One of the problems is that our Christianity is almost always incarnated in the form of a contemporary cultural understanding. In other words, it is always very difficult in some areas for us to see the difference between what in our faith is passing and what is transcendent. We can see differences between us and the world, but we often have difficulty seeing the places where we are conformed to or inappropriately impacted by the world.
An underlying sense of mystery is a valuable safeguard for our faith in such instances. We draw the core small and have strong beliefs on the rest, but we stake our faith on the core and place the rest under the heading of "mystery." If something challeges our faith in this category, we acknowledge our feeble understanding and leave it to the mysterious omniscience of God. Not that the form of our faith was even necessarily wrong--but I remind myself that my faith ultimately does not stand or fall on that particular issue.
What is the core? No one can lay any foundation other than that which is laid: Jesus Christ. Christ has died. Christ has risen. Christ, will come again! It is the existence of a God who cares and acts on the world, it is the atoning death and resurrection of Christ, that is essential to Christian belief. If we go much beyond these, we have entered areas where we can be mystified and yet our faith still stand.
Saturday, October 09, 2004
The Bible as Sacred Space
Has there ever been a special place that immediately brought back fond memories as soon as you arrived? I enjoyed my years at college greatly, and I got more excited the closer I came on my way back from a break. My college was nestled in the hills of South Carolina, and I always enjoyed the final trek away from the main road and back into the country. It was the same at seminary. I always took a back road up through the hills of Kentucky.
There are many other places that immediately evoke warm feelings and pleasant memories. And of course there are places that bring other feelings and memories. There are songs that immediately conjure the feelings of ended relationships or the thrill of newly begun ones. The other day as I was walking to my car on the campus of Indiana Wesleyan University, the sound of the charilon sounded, "Nearer my God to Thee." Thanks to the movie Titanic, I immediately became melancholy, pictures of those stuck on the Titanic dancing in my head.
It occurred to me the other day that the words of the Bible also occupy a kind of sacred space. God could surely speak to us anywhere through any words--a Reader's Digest for that matter.
But when we walk into the "room" of the Bible, something inside us suddenly becomes more open to hear God. We suddenly find our spirits transported to a spiritual and heavenly place where God speaks to us. It is a place of quiet loudness, of silent communication.

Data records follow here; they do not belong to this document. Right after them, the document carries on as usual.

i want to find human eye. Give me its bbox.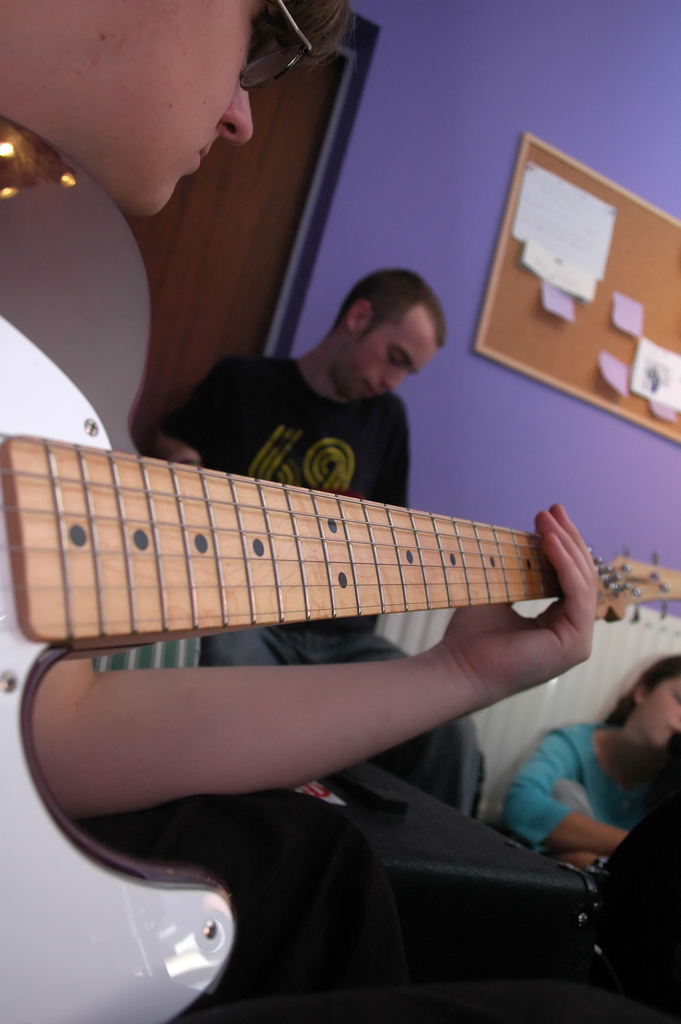
[x1=391, y1=351, x2=414, y2=374].
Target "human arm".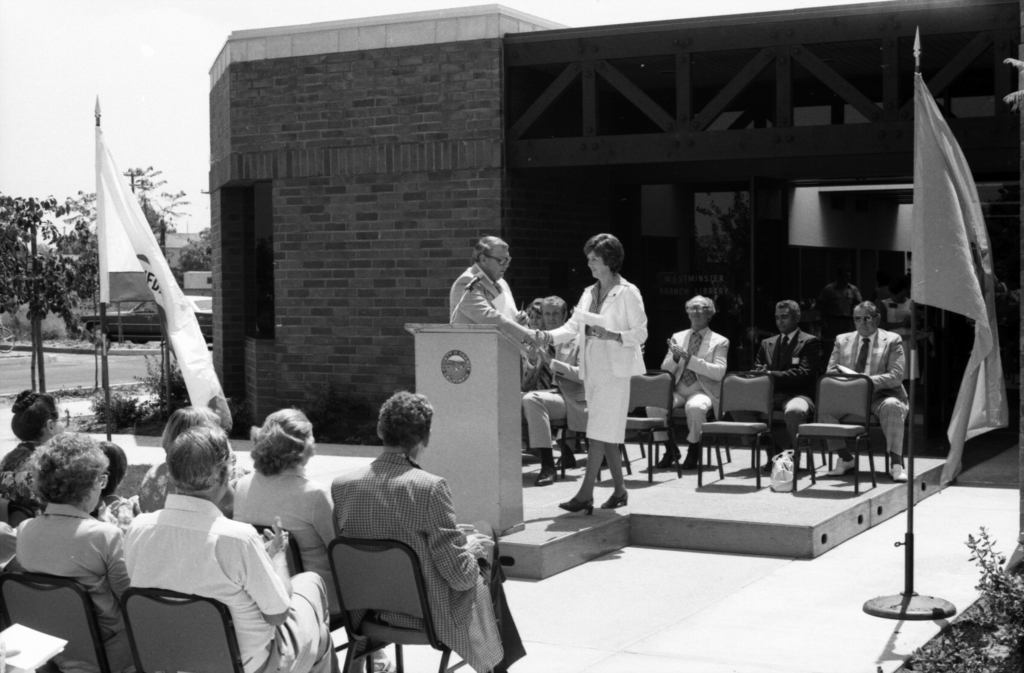
Target region: rect(581, 285, 650, 349).
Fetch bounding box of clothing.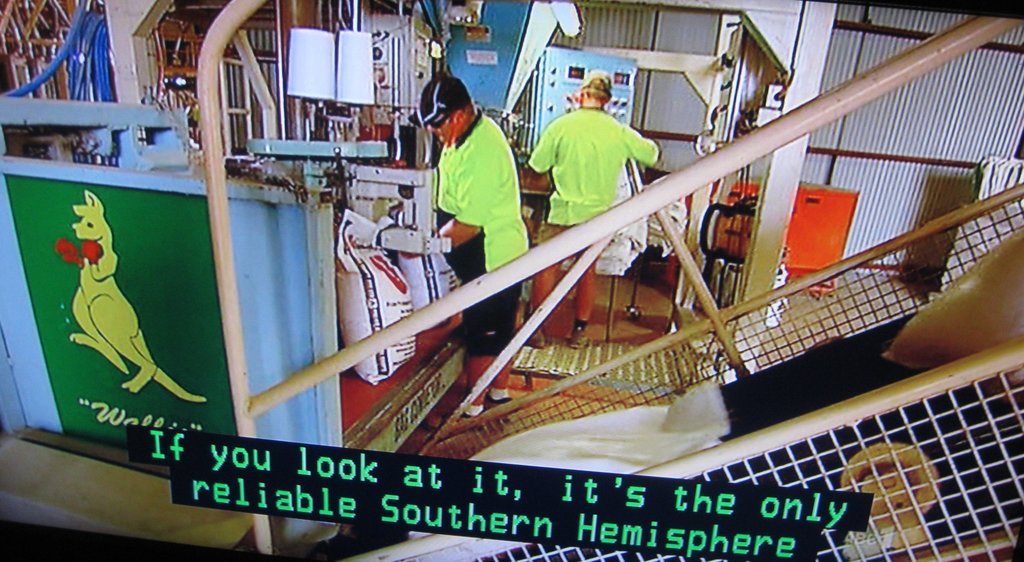
Bbox: locate(534, 88, 651, 226).
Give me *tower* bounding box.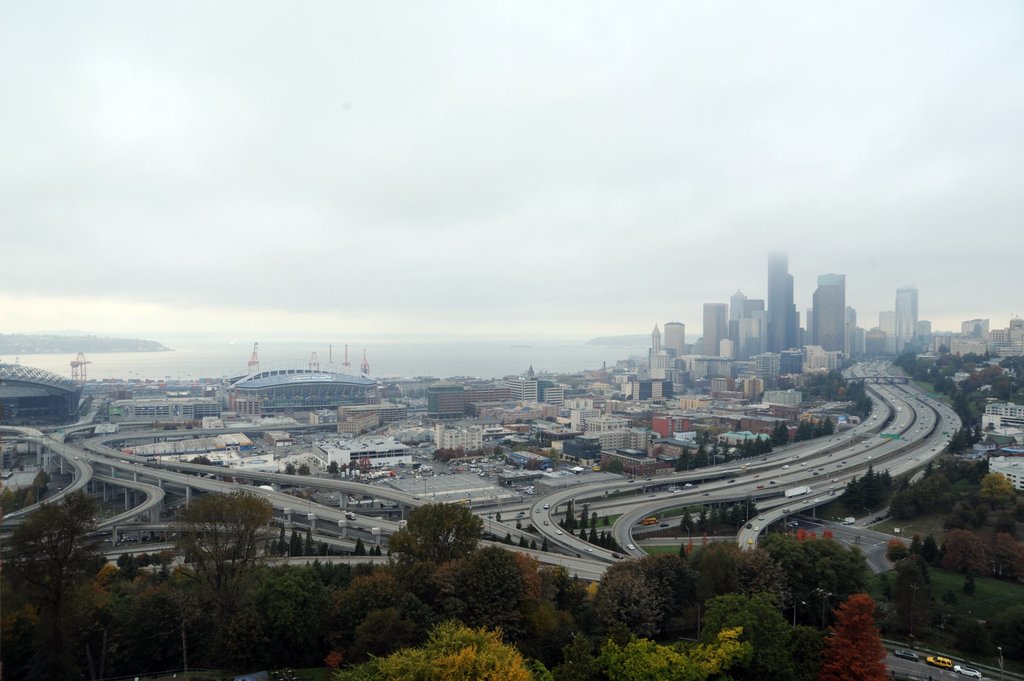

The Bible is a sacrament of revelation, a means of grace by which God takes words and makes them divine.
There are many other places that immediately evoke warm feelings and pleasant memories. And of course there are places that bring other feelings and memories. There are songs that immediately conjure the feelings of ended relationships or the thrill of newly begun ones. The other day as I was walking to my car on the campus of Indiana Wesleyan University, the sound of the charilon sounded, "Nearer my God to Thee." Thanks to the movie Titanic, I immediately became melancholy, pictures of those stuck on the Titanic dancing in my head.
It occurred to me the other day that the words of the Bible also occupy a kind of sacred space. God could surely speak to us anywhere through any words--a Reader's Digest for that matter.
But when we walk into the "room" of the Bible, something inside us suddenly becomes more open to hear God. We suddenly find our spirits transported to a spiritual and heavenly place where God speaks to us. It is a place of quiet loudness, of silent communication.
The Bible is a sacrament of revelation, a means of grace by which God takes words and makes them divine.